In the three months he was in the area with the Supply Party (until January 26th, 1861) he undertook two expeditions.  One was the round trip rescue of two men from death at Duroadoo on the way to Coopers’ Creek.  The second was the exploration of the nearby Scrope’s Range where he collected hundreds of new plants (taxa) which had not been seen before.   He was passionate about identifying and collecting plants and sent hundreds of them back to Dr Ferdinand Mueller, Director of the National Herbarium of Victoria in Melbourne. 

There these plants remain stored in dried, pressed and catalogued form – a very important national treasure which belongs to us all.  Beckler also completed some landscape drawings and paintings in the general area, and collected 120 new specimens of plants around Menindie itself, which I will refer to as Beckler’s List.  This is where our group known as Beckler’s Botanical Bounty comes in.

In 2009, the well known Melbourne Botanical Artist and teacher - Mali Moir (http://malimoir.com.au/ arranged an excursion to the National Herbarium of Victoria for the Botanical Illustrators group at the Royal Botanical Gardens.   As one of the students - Bev Wood - was keen to see some of the plants from the 1860 collections associated with the VEE, this was kindly arranged by the Collections Manager – Dr Pina Milne.         . 

Some of the VEE plants were on display for our visit.   Afterwards, we (Mali Moir and Bev Wood) determined that we would try to join the 2010 Burke and Wills 150th celebrations in Menindie with an interest in “growing” our experience in botanical illustration up there somehow. 

In searching for more purpose other than the painting of the local wild flowers, Mali was made aware of Dr Hermann Beckler’s role in the VEE by Museum Victoria curator John Kean, who advised ‘look at Beckler, he’s your man’.

Dr Beckler collected his plants over the Spring period and our group of botanical artists started the first of our week long annual Spring visits to Menindee in the year 2010.    We search for any of the 120 plants on Becklers List in the area of Menindee, we collect and illustrate them, and we press a specimen each for the National Herbarium of Victoria in Melbourne (http://www.rbg.vic.gov.au/science/information-and-resources/national-herbarium-of-victoria/botany-of-the-burke-and-wills-expe) and the Herbarium of New South Wales in Sydney. 

On these expeditions we have been joined by some local Menindee people, along with botanists, historians, geologists and film makers.  We need their assistance as it is a real challenge for us “City slickers” to bumble around the bush to find each plant again, let alone illustrate and press them and find a week and more in our busy lives every year to do it!!  
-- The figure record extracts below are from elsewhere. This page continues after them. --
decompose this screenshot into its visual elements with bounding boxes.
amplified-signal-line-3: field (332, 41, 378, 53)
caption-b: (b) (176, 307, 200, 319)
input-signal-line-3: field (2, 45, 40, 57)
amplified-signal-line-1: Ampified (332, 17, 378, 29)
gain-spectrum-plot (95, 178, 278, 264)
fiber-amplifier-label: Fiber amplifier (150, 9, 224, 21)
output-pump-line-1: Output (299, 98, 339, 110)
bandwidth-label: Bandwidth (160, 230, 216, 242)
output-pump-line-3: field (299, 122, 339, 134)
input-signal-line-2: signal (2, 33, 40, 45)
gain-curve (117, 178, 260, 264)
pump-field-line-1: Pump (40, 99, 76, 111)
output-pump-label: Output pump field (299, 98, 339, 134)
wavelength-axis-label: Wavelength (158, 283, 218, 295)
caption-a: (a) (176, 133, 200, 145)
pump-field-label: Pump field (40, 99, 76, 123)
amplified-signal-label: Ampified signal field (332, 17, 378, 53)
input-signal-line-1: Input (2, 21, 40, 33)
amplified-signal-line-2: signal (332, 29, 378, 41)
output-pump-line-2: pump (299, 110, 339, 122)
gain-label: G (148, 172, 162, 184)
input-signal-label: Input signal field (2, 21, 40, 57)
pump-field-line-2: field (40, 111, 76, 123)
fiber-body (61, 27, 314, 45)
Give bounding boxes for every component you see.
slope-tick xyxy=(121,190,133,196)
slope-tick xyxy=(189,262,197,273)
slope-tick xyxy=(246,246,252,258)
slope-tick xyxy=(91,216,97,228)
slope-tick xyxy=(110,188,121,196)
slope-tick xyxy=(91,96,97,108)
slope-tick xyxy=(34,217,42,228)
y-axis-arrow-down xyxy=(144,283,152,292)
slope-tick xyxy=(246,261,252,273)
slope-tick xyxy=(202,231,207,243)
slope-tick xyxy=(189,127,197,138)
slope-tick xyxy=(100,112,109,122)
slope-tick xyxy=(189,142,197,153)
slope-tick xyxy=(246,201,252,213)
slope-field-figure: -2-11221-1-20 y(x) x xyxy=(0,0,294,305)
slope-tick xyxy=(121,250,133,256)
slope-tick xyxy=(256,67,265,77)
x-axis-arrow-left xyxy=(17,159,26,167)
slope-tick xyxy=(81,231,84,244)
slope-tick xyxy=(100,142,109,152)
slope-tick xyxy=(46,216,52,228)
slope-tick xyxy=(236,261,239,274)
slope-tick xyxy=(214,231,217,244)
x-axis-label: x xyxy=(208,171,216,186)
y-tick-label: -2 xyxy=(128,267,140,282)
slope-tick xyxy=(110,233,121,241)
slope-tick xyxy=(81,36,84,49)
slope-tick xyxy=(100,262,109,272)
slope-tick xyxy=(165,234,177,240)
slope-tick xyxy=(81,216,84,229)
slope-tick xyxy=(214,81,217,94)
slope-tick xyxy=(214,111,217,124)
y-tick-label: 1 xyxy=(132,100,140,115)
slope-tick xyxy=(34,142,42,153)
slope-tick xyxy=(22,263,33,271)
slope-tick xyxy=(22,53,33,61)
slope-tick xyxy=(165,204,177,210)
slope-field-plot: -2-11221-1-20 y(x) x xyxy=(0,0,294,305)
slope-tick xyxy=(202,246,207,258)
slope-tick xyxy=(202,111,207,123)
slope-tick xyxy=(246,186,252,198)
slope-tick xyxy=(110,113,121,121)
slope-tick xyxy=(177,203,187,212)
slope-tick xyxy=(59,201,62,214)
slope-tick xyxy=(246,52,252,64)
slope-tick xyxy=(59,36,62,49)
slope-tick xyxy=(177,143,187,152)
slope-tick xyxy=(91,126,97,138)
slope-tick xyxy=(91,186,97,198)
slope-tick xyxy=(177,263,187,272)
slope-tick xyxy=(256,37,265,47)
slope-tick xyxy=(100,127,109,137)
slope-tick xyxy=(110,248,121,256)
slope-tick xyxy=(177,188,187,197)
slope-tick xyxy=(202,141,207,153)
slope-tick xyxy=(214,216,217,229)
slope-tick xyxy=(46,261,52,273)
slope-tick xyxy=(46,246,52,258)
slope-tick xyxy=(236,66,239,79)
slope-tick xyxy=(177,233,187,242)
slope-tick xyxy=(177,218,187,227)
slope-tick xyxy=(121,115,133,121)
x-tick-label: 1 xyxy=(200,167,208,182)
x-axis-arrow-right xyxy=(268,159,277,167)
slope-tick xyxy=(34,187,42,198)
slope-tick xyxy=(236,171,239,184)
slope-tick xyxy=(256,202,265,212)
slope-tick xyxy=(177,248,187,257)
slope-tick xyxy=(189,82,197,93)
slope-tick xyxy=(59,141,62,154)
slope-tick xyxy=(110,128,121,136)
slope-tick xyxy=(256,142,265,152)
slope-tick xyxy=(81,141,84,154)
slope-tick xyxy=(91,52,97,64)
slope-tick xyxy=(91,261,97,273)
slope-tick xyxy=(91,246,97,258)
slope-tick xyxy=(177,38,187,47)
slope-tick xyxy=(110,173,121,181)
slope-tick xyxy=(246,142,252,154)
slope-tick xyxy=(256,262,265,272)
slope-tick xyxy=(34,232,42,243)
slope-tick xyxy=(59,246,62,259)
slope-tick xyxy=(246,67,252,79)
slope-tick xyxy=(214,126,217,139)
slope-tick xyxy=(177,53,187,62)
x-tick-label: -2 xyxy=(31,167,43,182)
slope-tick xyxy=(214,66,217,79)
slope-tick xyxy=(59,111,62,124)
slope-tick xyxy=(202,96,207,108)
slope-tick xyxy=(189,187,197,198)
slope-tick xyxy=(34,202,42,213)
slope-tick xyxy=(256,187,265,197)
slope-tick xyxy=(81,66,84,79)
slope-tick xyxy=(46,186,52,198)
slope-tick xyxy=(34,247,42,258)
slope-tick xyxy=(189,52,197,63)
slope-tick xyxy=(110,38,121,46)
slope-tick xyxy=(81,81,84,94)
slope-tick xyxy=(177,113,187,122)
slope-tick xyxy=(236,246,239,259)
Yet we have undertaken such a privileged endeavour for four years now, and we just love it.  As it has for thousands of other Australians, the story of the VEE continues to fascinate us and we now feel confident that we are contributing to its legacy in a very tangible way. 

In the bush with repeated visits, we are learning heaps about the context of Botanical Illustration.  We are learning about where particular plants grow, the effect of drought and other weather conditions, and the use of the plants by the indigenous people.   We are learning to illustrate the grasses, seeds, flowers, herbs, feathers, sticks and stones and bones gathered from the bush and the rivers and creeks by our own hands. 

It gives us a real sense of connection to the specimens and the story of the VEE.  But best of all it gives us a chance to be in "country” and explore our own land and its naturally growing plants in a very intimate way.

We are often asked what we are going to do with our paintings and drawings (about 40 to date), and we are looking for an opportunity to exhibit them all at once.  In the meantime, it is our personal and collective journeys in this wide brown land and the intimate observation of some of its plants in their own environment which really counts the most.